A beautiful lure that caught me; the lush colors of the cover, the temptation of sea creatures, explorations of identity. Overall, it was an interesting collection of pieces that interested and occasionally challenged me. I can be honest enough to say that Sy Montgomery and her attempts to do something similar drives me bonkers, perhaps because I've had my fill of straight, white, middle-class women. Intersectionality and grey areas are everything.
If You Flush a Goldfish: I had no idea how devastating goldfish were in the environment, which makes the fact that they are so common a little bit horrifying. I would have wanted to learn a little more about this. I understand that this is a childhood fascination, but given where the essay ended, with a story of mutually discovered transformation, I would have chosen a different water creature. Perhaps a coral, which utilize a variety of reproductive techniques and go through some cool physical transformations.
"We both had been expected to be daughters but turned out to be something else."
My Mother and the Starving Octopus: Comparing their adolescence, their mother's journey from Taiwan to Michigan, their mutual preoccupation with the size of their bodies, and the story of the purple octopus who nurtured her egg clutch for four and a half years. This one was heart-breaking.
"What I mean to say is: I wanted to know if she ever regretted it."

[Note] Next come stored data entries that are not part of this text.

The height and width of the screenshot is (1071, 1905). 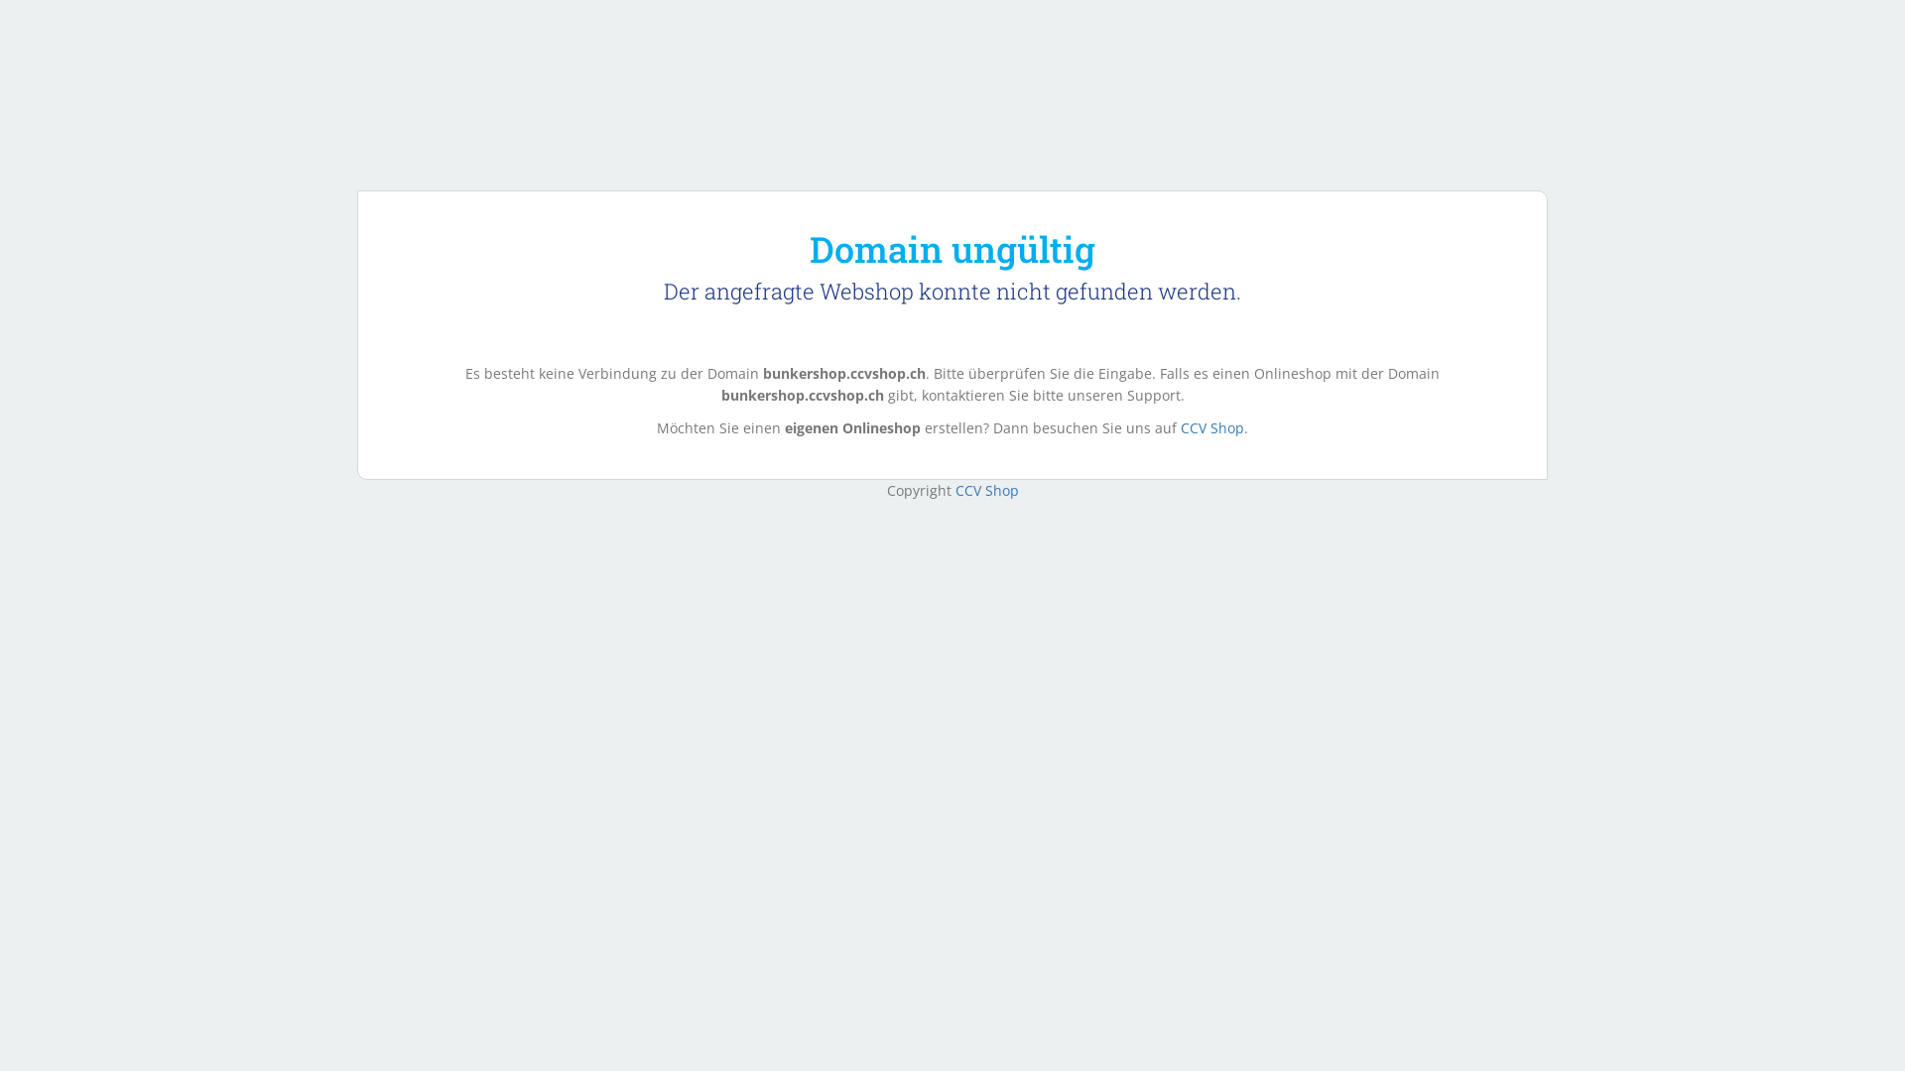 I want to click on CCV Shop, so click(x=1212, y=429).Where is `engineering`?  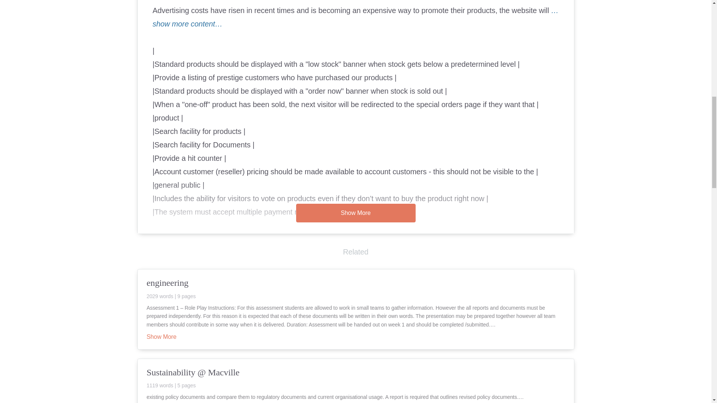 engineering is located at coordinates (356, 288).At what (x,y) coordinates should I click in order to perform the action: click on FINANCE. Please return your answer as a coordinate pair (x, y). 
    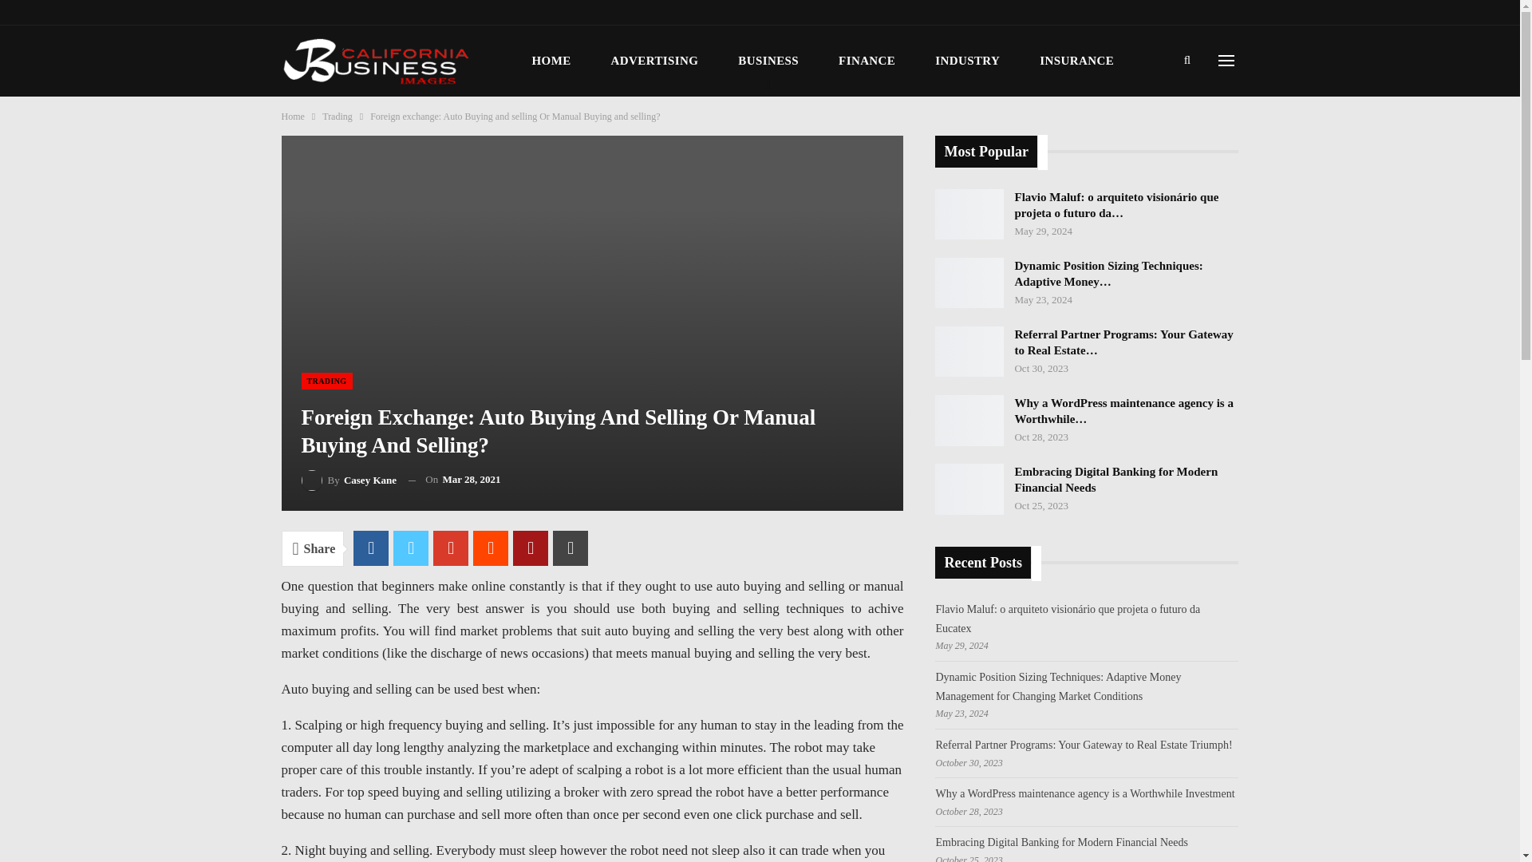
    Looking at the image, I should click on (866, 61).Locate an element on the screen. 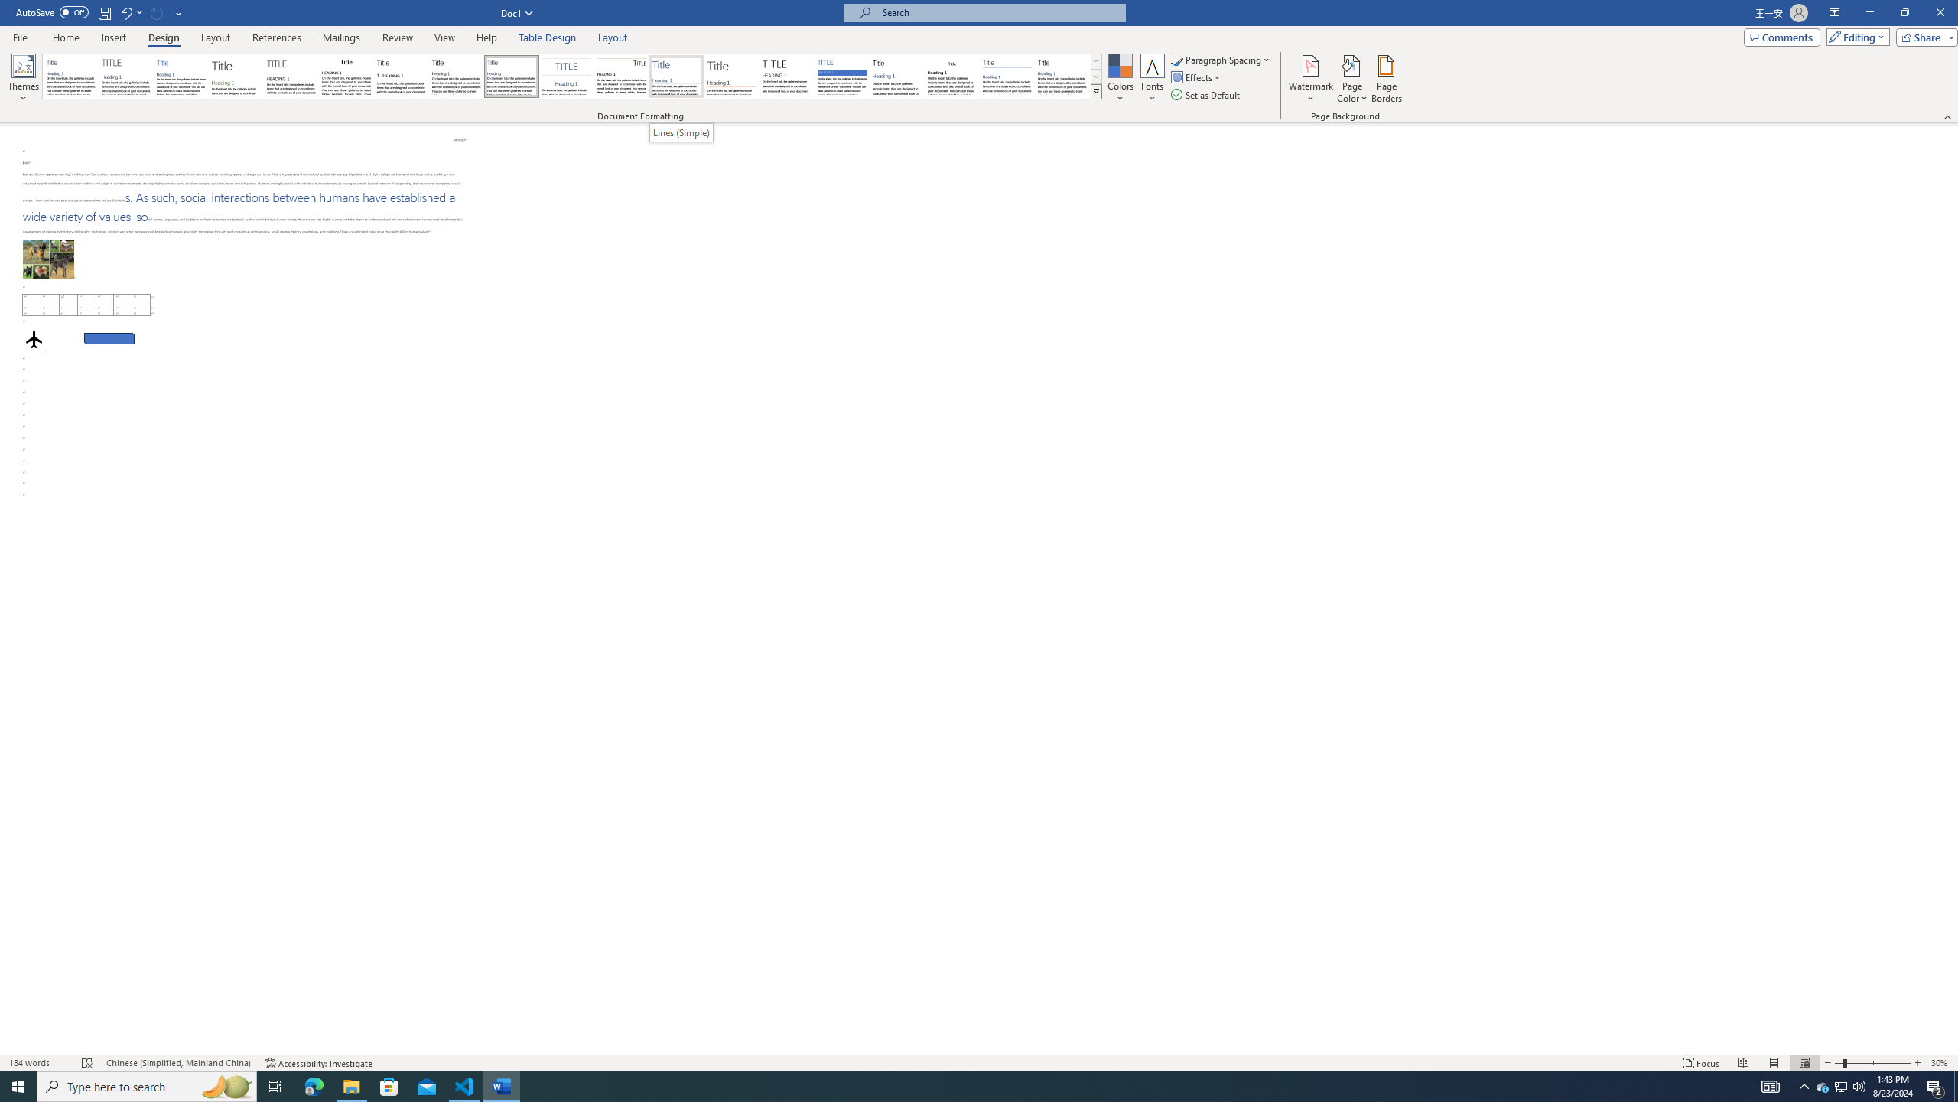  Themes is located at coordinates (23, 79).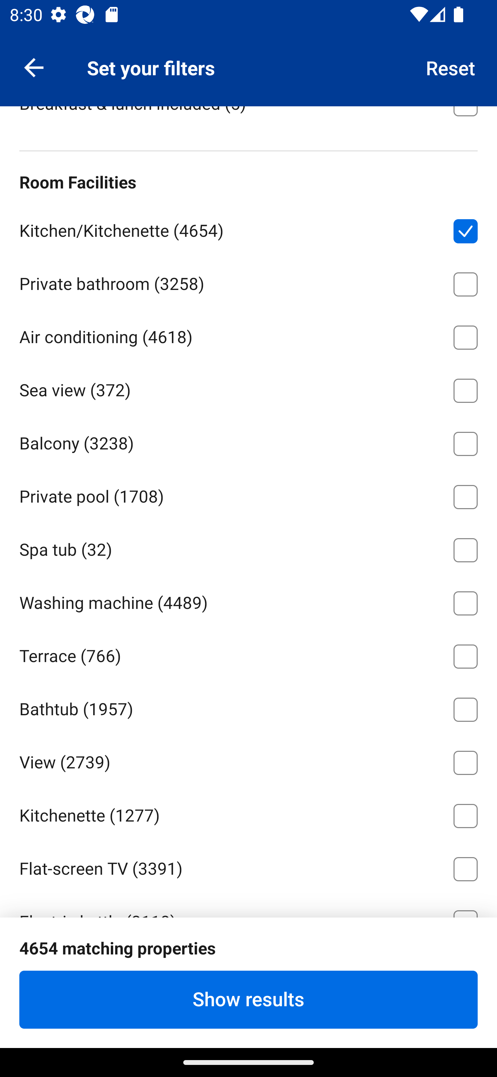 The image size is (497, 1077). What do you see at coordinates (248, 707) in the screenshot?
I see `Bathtub ⁦(1957)` at bounding box center [248, 707].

My Grandmother and the Sturgeon: Weaving together the endangered Chinese sturgeon and its home in the Yangtze river, her grandmother and her family's escape from the Japanese in Shanghai. This one was quite close to perfect, much like a double-strand DNA. Each story parallels the other.
How to Draw a Sperm Whale: I liked this one, although the formatting it vaguely like a report was a challenge. This one tries to parallel their college thesis on sperm whales, information on necropsies, and their first girlfriend, M. (they abbreviate it 'M,' which I found distracting, like we were reading an impression of a medical report, except medical reports would no longer use abbreviations). Given how much I abhor whaling, even the historical accounts of it, it was hard to warm to this section. However, I thought it awkwardly done and felt, well, like a college writing project.
"Conclusion: The proximate cause of death may be falling in love with the idea of a person, or the idea of a relationship."
Pure Life: hydrothermal vents and the deep sea yeti crab, Kiwaidae, and Imbler's time in Seattle, where they moved for an internship. They explore the parallels of space and movement between the crab and them; inhospitable space transformed by a monthly queer POC party, and dancing, the crab farming the bacteria attached to their bristles. "It is exactly suited to the life it leads."
Beware the Sand Striker: a triggering piece on many levels. Sandstrikers are ambush predators. They note their first time giving a blow job to a man, segue into Lorena Bobbit's story and then awkwardly segue into Imbler's drinking blackouts. At no point do they mention alcohol abuse, except to say "I knew vaguely that this happened to me more frequently than the others, but I brushed this off as a quirk, something that made me fun." There's an interesting digression on predation in animal shows, and they segue into the woman who was assaulted by the Stanford swimmer. Tying these both together is an exploration of responsibility: "Almost every system we exist in is cruel, and it is our job to hold ourselves accountable to a moral center separate from the arbitrary ganglion of laws that, so often get things wrong." Breams are a sort of fish that responds to the sand striker by jetting air around the hidden worm until its uncovered. Despite the somewhat awkward transitions and the frank ignorance that alcohol is a clear problem, it is still potent.
Hybrids: wow, they just tackle all the hard stuff. The Question so many people face, "'What are you?' is an act of taxonomy, even if the asker does not realize it." The child of a Chinese mother and a white father, they have been asked this much of their lives. They become fascinated by hybrid butterflyfish. This is an essay that felt very much like my friends wrestling with such issue in college, way back in 1989, and I wonder how old Imbler is.
We Swarm: Riis Beach, New York: famous for queer culture, there was a time they were there during an inundation of blobby creatures, perhaps salps. Salps periodically swarm for food, unlike Pride in NYC, which is for a variety of reasons. This is a fun piece, a delightful break from the emotional challenge of 'Striker,' or the intellectual challenge of 'Hybrid.'
Morphing Like a Cuttlefish: kingpin cuttlefish are accused of going in drag: males will adopt female patterns to get close to the female for mating. It's a very personal piece that describes in pieces how their sexual evolution morphs.
Us Everlasting: immortal jellyfish actually revert to polyp stage ('ontogeny reversal'). This piece attempts some more poetic license, using second person narrative at times, as well as talking about different lives. "Its immortality is active. It is constantly aging in both directions, always reinventing itself."
The writing is lovely; the science is usually--but not always--cleverly integrated, the perspective interesting, though occasionally so very developmentally young. I'd love to read more about what Imbler does with their life in twenty years.
Many thanks for an advance copy from Netgalley and Little, Brown. Opinions are my own, as is the massive delay in reviewing.